Not that it
is wise to suppose that Dick Cheney cares, but I bet he never
suspected at the time when he was at the height of his power, that
the little known writer currently working at Saturday Night Live
producing Bear City skits would go on to make the definitive biopic
of him. That is the problem with being an under-the-radar bearaucrat
with little to no personality. Nobody talks about you, until one
person does and that person becomes the only storyteller around.
The writer
and director of Vice is Adam
McKay, better known for his work directing Will Ferrel comedies such
as Anchorman, Talldega Nights,
and Step-Brothers.
Will Ferrell is still doing that type of shtick. For the time being,
Adam McKay seems to have moved on to more serious entertainment. His
first venture into this genre, The Big Short,
was one of the best movies of the year. Vice is
in the same vein. It takes a complicated subject, the life and
politics of hugely influential if not particularly
known man, Richard Cheney, and tries its best to explain the
significance of his policies and politics. The Big Short
had an easier time at it. That
movie's subject matter was complicated to, but the movie (and the
book as well) adroitly got all the major points across by inserting
them into the stories of several sympathetic well-rounded characters.
Vice lacks a
sympathetic well-rounded character. We learn alot about Dick Cheney
but not so much about what makes him click. We learn much about what
he did but not much about why he thought it was the right thing to
do. Perhaps it would be hard for a writer-director such as Adam McKay
to really understand someone so politically opposite. I have seen it
done before though. I thought Oliver Stone did a particularly good
job with Richard Nixon in Nixon.
I mean, the movie makes a big deal about Dick Cheney's pursuit of
power, but what is power without purpose. Did
he actually want anything besides it? I'm not sure this movie found
the answer to that question.
The
most chilling thing about Cheney is that there might be less to him
than you would think. I watched Errol Morris' documentary interview
of Donald Rumsfeld and was absolutely taken aback by the utter lack
of seriousness and self-introspection in Donald Rumsfeld. Donald
Rumsfeld and Dick Cheney go back a long way, Cheney basically
learning the ropes of Washington from Rumsfeld. Was Dick Cheney like
Donald Rumsfeld? Can he really be explained by a scene in the
beginning of Vice in
which a hungover and bruised Cheney is read the riot act by his wife
and told that if he does not make something of himself she will leave
him. To gain power to keep his wife, is that the sum total of this
man's ambitions. What a scary thought.
Adam
McKay does not seem to agree. I
think McKay's politics are provoking him to seek some more nefarious
answer to that question. So the movie makes much more sense in its
first half when Cheney is an
underdog more defined by a
simple pursuit of power than in the second half when Cheney gains
power and pursues many of his
controversial policies like war and torture. McKay hasn't achieved
insight into Cheney motivations, but he is assuming that something
more is there. Maybe, maybe not.
The
performance in Vice
are damn near perfect. Christian Bale may seem a not obvious choice
to play Dick Cheney until you see him onscreen for five seconds and
you realize its the perfect casting choice. As
a matter of course, he seems to have gained like fifty pounds to do
this role. All in a days work for this man.
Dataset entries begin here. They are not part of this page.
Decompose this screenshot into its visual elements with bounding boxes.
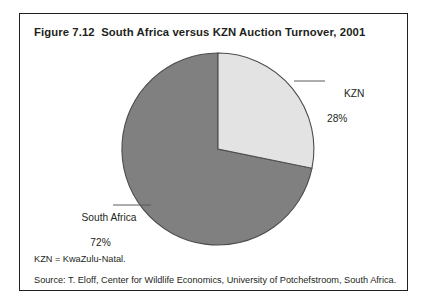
south-africa-callout-value: 72% bbox=[53, 237, 148, 250]
kzn-callout-value: 28% bbox=[327, 113, 364, 126]
footnote-source: Source: T. Eloff, Center for Wildlife Ec… bbox=[34, 275, 396, 285]
kzn-callout-name: KZN bbox=[344, 88, 364, 99]
south-africa-callout-name: South Africa bbox=[82, 212, 137, 223]
footnote-abbreviation: KZN = KwaZulu-Natal. bbox=[34, 254, 126, 264]
kzn-callout: KZN 28% bbox=[327, 75, 364, 150]
figure-frame: Figure 7.12 South Africa versus KZN Auct… bbox=[19, 13, 408, 291]
pie-slice-kzn[interactable] bbox=[218, 53, 314, 168]
pie-chart: KZN 28% South Africa 72% bbox=[20, 14, 409, 292]
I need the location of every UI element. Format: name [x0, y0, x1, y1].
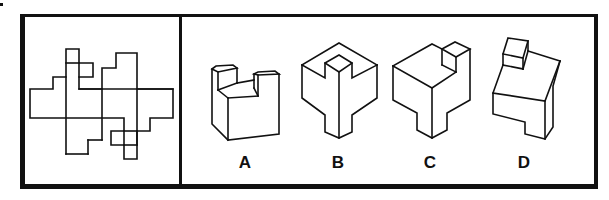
option-c-figure[interactable] — [393, 42, 470, 138]
option-b-label: B — [328, 153, 348, 173]
option-d-label: D — [514, 153, 534, 173]
option-b-figure[interactable] — [302, 43, 377, 138]
puzzle-figure: A B C D — [0, 0, 609, 200]
option-a-figure[interactable] — [212, 65, 279, 140]
option-c-label: C — [420, 153, 440, 173]
net-diagram — [30, 49, 173, 159]
option-a-label: A — [235, 153, 255, 173]
option-d-figure[interactable] — [493, 38, 560, 139]
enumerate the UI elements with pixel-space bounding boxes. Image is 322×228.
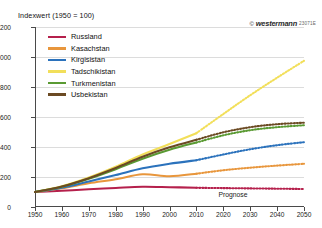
x-tick-label: 1960 [55, 211, 70, 218]
legend-color-swatch [48, 93, 66, 96]
series-line-forecast [196, 61, 304, 133]
legend-item-label: Kirgisistan [71, 55, 105, 64]
prognose-label: Prognose [218, 191, 247, 198]
x-tick-label: 1950 [28, 211, 43, 218]
y-tick-label: 400 [0, 144, 11, 151]
legend-color-swatch [48, 82, 66, 85]
y-tick-label: 800 [0, 84, 11, 91]
chart-figure: Indexwert (1950 = 100) © westermann 2307… [0, 0, 322, 228]
chart-axis-title: Indexwert (1950 = 100) [18, 11, 94, 20]
x-tick-label: 2050 [297, 211, 312, 218]
legend-item[interactable]: Turkmenistan [48, 77, 116, 89]
legend-item-label: Kasachstan [71, 44, 110, 53]
legend-item[interactable]: Kirgisistan [48, 54, 116, 66]
y-tick-label: 0 [7, 204, 11, 211]
y-tick-label: 600 [0, 114, 11, 121]
x-tick-label: 2020 [216, 211, 231, 218]
x-tick-label: 2030 [243, 211, 258, 218]
legend-item-label: Usbekistan [71, 90, 108, 99]
x-tick-label: 2040 [270, 211, 285, 218]
legend-item-label: Russland [71, 32, 102, 41]
x-tick-label: 2000 [162, 211, 177, 218]
legend-color-swatch [48, 59, 66, 62]
x-tick-label: 1990 [135, 211, 150, 218]
y-tick-label: 1000 [0, 54, 11, 61]
legend-color-swatch [48, 70, 66, 73]
series-line-forecast [196, 188, 304, 189]
legend-item[interactable]: Tadschikistan [48, 66, 116, 78]
copyright-icon: © [249, 21, 253, 27]
figure-code: 23071E [299, 21, 316, 26]
legend-color-swatch [48, 47, 66, 50]
legend-item[interactable]: Kasachstan [48, 43, 116, 55]
legend-color-swatch [48, 36, 66, 39]
series-line-forecast [196, 164, 304, 174]
series-line-forecast [196, 142, 304, 160]
legend-item-label: Turkmenistan [71, 79, 116, 88]
y-tick-label: 1200 [0, 24, 11, 31]
x-tick-label: 1980 [108, 211, 123, 218]
legend-item[interactable]: Usbekistan [48, 89, 116, 101]
x-tick-label: 1970 [81, 211, 96, 218]
legend-item-label: Tadschikistan [71, 67, 115, 76]
legend: RusslandKasachstanKirgisistanTadschikist… [48, 31, 116, 101]
legend-item[interactable]: Russland [48, 31, 116, 43]
x-tick-label: 2010 [189, 211, 204, 218]
y-tick-label: 200 [0, 174, 11, 181]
This is a much better version of Dick Cheney than we briefly saw
Richard Dreyfuss give in W.The
most perfect choice of casting though belongs to Steve Carell as
Donald Rumsfeld. That is some uncanny shit. I
remember being unnerved while watching the real Donald Rumsfeld in
The Unknown Known. I
felt the same thing here and think it a stroke of genius to use Steve
Carell, an actor who has played famously empty characters before like
Brick the Weatherman, to portray Rummy.
Like
any half-way decent movie that portrays well-known people, the viewer
gets a kick out of who got cast to play whom. Tyler Perry plays Colin
Powell. Sam Rockwell plays George W. Bush. Amy Adams plays Lynne
Cheney. George W. Bush, bless his big dumb heart, doesn't seem to
know what he is doing half the time and is under the unfortunate
impression that Rumsfeld and Cheney do.
I
like political movies with a point of view. Not only does Adam McKay
have a point of view, he is brilliantly angry about it. This movie
and The Big Short
reminded me of the best movies of Oliver Stone. They take chances,
they are vibrant, and they are passionate about the subject matter.
Sometimes this really works like when Dick
and Lynne Cheney speak Shakespeare. Other times not so. Vice
has a narrator who is not really
introduced and might not be a portrait of the actual person he is
supposed to be. (Noticeably, he narrates this story in a wearied
manner, not unlike the narrator in last years War Machine.
Is this how Afghanistan and Iraq are to be remembered? As sad slogs.)
We do not know who this man is until he gets run over by a car and
Dick Cheney as organ donee, receives his heart. The movie argues that
Dick Cheney slighted the dead man by referring to his donor heart as
"his new heart." I get what the movie is getting at, but
heart problems don't seem to be a
fair thing for
which to criticize someone.
I
found Vice to be
frequently funny. That does not mean the movie has jokes. This
relates more to the skill of the writer/director who consistently
finds ways to present information in a clever and efficient manner. I
am a big fan of Adam McKay. I look forward to whatever he does next.